The ONS said average wages increased from 2.3% in March and 0.7% in April last year to record the strongest rate of growth since August 2011. CPI inflation fell 0.1% in April, the first time that the cost of living had turned negative. Inflation was 1.8% in the same month last year. Unemployment fell by 43,000 to 1.81 million, down 349,000 on a year earlier. The jobless rate stood at 5.5% in the three months to April.
The Employment Minister, Priti Patel, said the figures illustrated how Britain was becoming a more prosperous nation, especially after the rise in the three months to April was fuelled by an increase in full-time work. Service sector pay rose at an annual rate of 2.9%, the highest since early 2009, while financial services pay was up 3.6%. Construction pay growth rose to a post-crisis high of 4.0%.
However John Philpott, Director of The Jobs Economist, is reported as saying that real wage growth would start to run out of steam in the autumn because the combination of low inflation, bumper pay packets and flat productivity was unsustainable.
“With price inflation at some point set to rise back toward 2%, a continuation of real wage growth at the current rate will have to be earned by a return to a more normal rate of productivity growth; if not there will eventually be renewed upward pressure on prices and, ultimately, interest rates.
In recent months, UK workers have benefited from an economy merely mimicking a strong underlying recovery. We should enjoy this while we can. But a genuine sustained recovery will need to be based on higher productivity.”
His downbeat forecast was supported by figures showing manufacturing sector pay growth lagged behind at 1.0%. A less than glowing assessment by households of their personal outlook for the year also showed that under the surface, consumers remain reluctant to accept government assurances that 2015 ranks as a golden age of employment. The Markit household finance index fell from 45.5 in May to 43.8 this month.
Concerns about job security was a key factor weighing on households, with the index respondents personal prospects posting at a 15-month low. Markit said a rebound in economic growth from a lacklustre first three months of the year coupled with strong wage rises would put pressure on the Bank of England’s monetary policy committee (MPC) to raise interest rates.
The likelihood of a rate rise by next spring at the latest was heightened by Bank of England Monetary Policies Committee member Kristin Forbes, who recently said in a speech in London that inflation would soon recover from its negative rate in March of -0.1 to near its 2% target. She suggested that analysis shows that inflation appears to be on track to rebound toward target by early 2016, irrespective of low inflation in Britain’s trading partners.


▸ **WHAT YOU SHOULD DO**: Among the entries, find the lines with the string "Outlook" and copy them.

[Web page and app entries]

======

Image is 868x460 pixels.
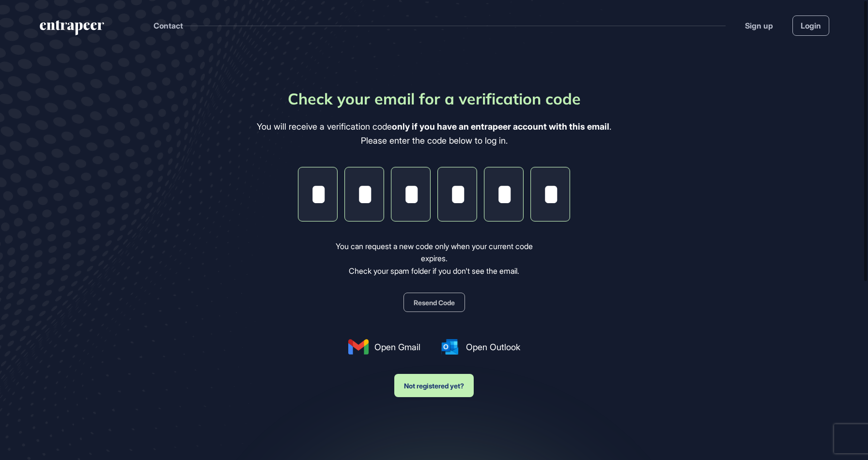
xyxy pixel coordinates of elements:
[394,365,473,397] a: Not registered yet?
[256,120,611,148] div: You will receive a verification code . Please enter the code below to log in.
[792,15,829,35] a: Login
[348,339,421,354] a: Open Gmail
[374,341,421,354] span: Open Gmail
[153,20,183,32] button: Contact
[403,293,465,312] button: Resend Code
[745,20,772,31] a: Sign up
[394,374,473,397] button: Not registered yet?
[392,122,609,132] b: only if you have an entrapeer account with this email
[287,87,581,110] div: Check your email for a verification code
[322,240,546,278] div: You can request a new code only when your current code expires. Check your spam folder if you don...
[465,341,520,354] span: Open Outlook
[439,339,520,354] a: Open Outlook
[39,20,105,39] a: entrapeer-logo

======

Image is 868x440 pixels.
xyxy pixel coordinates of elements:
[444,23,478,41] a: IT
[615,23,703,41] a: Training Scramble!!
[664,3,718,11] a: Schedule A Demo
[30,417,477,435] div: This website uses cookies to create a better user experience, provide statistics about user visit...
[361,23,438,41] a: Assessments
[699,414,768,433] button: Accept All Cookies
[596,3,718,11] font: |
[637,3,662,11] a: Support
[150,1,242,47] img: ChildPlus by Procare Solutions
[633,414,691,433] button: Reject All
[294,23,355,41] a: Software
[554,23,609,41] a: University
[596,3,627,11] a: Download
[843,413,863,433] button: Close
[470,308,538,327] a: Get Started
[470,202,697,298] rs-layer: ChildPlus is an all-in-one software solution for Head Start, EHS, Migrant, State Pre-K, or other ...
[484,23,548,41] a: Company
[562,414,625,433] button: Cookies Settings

======

▸ **RESPONSE**:
[465,341,520,354] span: Open Outlook
[439,339,520,354] a: Open Outlook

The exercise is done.